A significant amount of the energy associated with urban water supplies is dedicated to water heating for residential, commercial, and some industrial purposes. For example, in California, over half of urban water uses are residential, and over half of those uses involve water heating (Cohen et al., 2004, Figures 3 and 4, and p. 26). Actions and opportunities that favor the expansion of solar water heating have been identified as a useful part of urban mitigation programs (e.g., Razanajatavo, 1995; IPCC, 1996b; Nadel et al., 1998) in both developed and developing nations. Localized small-scale wind power could also help minimize the centralized energy needed to pump, distribute, and heat water for urban and domestic uses. Even if solar heating is not deployed, it is often possible to reduce greenhouse gas emissions by heating with fuels (or electricity) that are less carbon intensive, or by using tankless water heating.

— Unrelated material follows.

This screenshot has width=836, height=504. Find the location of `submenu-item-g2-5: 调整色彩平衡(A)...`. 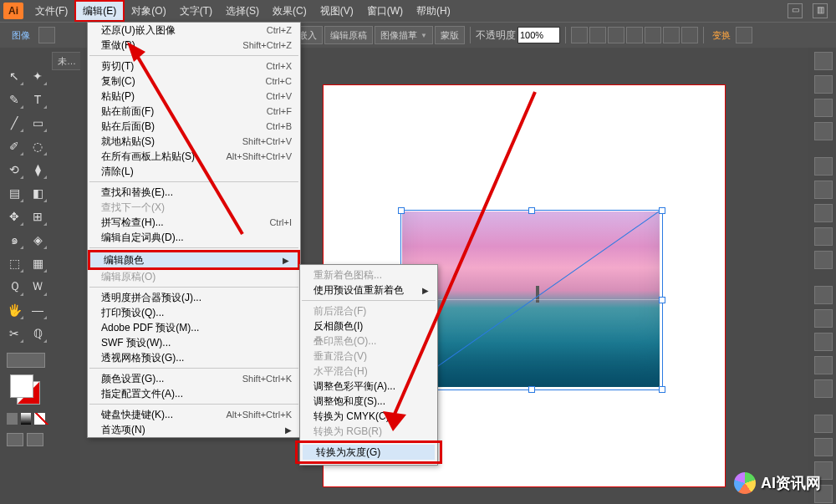

submenu-item-g2-5: 调整色彩平衡(A)... is located at coordinates (369, 386).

Watersheds and river basins

Many traditional urban water systems tap into water supplies derived from broad hinterland watersheds and river basins (Kissinger and Haim, 2008; Broekhuis et al., 2004). Many cities, recognizing the vulnerabilities of these hinterlands to contamination and disruption, are moving to institute better land use and watershed management practices in these resource areas. Land use and watershed management impact overall land- and water-surface emissions or sequestrations of greenhouse gases, and thus need to be assessed in terms of their mitigation impacts or benefits, along with other costs and benefits.

Wastewater

Cities are large and concentrated producers of wastewater (Satterthwaite, 2008). Methane emitted during wastewater transport, treatment, and disposal, including from wastewater sludge, amounts to 3 to 19 percent of global anthropogenic methane emissions (IPCC, 1996a). Globally, the major sources of the greenhouse gas nitrous oxide (N2O) are human sewage and wastewater treatment (IPCC, 2007b). Methane emissions from wastewater are expected to increase by about 50 percent in the next several decades, and N2O emissions by 25 percent. Thus, one of the most direct ways to mitigate greenhouse gas emissions is through improvements in collection and management of urban wastewaters, using technologies most appropriate to the economies and settings involved (IPCC, 2007b). Technologies already exist for reducing, and perhaps reversing, these emissions growth rates.

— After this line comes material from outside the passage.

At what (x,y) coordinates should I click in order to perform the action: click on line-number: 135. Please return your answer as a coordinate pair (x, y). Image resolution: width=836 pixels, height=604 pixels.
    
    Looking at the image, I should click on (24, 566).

In cities in developed nations, wastewater treatment facilities are sometimes major greenhouse gas emitters but those emissions have been identified as important avenues for overall greenhouse gas emissions reduction.A large proportion of the greenhouse gas emission from urban waste-water, however, is expected to take place in developing countries (e.g., Al-Ghazawi and Abdulla, 2008) and from informal urban settlements. In many of those developing countries and informal urban settlements, rapid population growth and urbanization without concurrent development of sufficient wastewater collection, treatment, and disposal infrastructures results in very large and unmitigated greenhouse gas emissions. Non-existent sewer systems, open sewers, ponding, and unchecked releases of untreated wastewaters are a fact of life in the informal sectors of cities in both developed and developing countries (IPCC, 2007b; Foster, 2008). Improved sanitation facilities, infrastructures, treatment and disposal systems in these settings would not only mitigate emissions but would offer substantial public health benefits as well (e.g., Al-Ghazawi and Abdulla, 2008; IPCC, 2007b).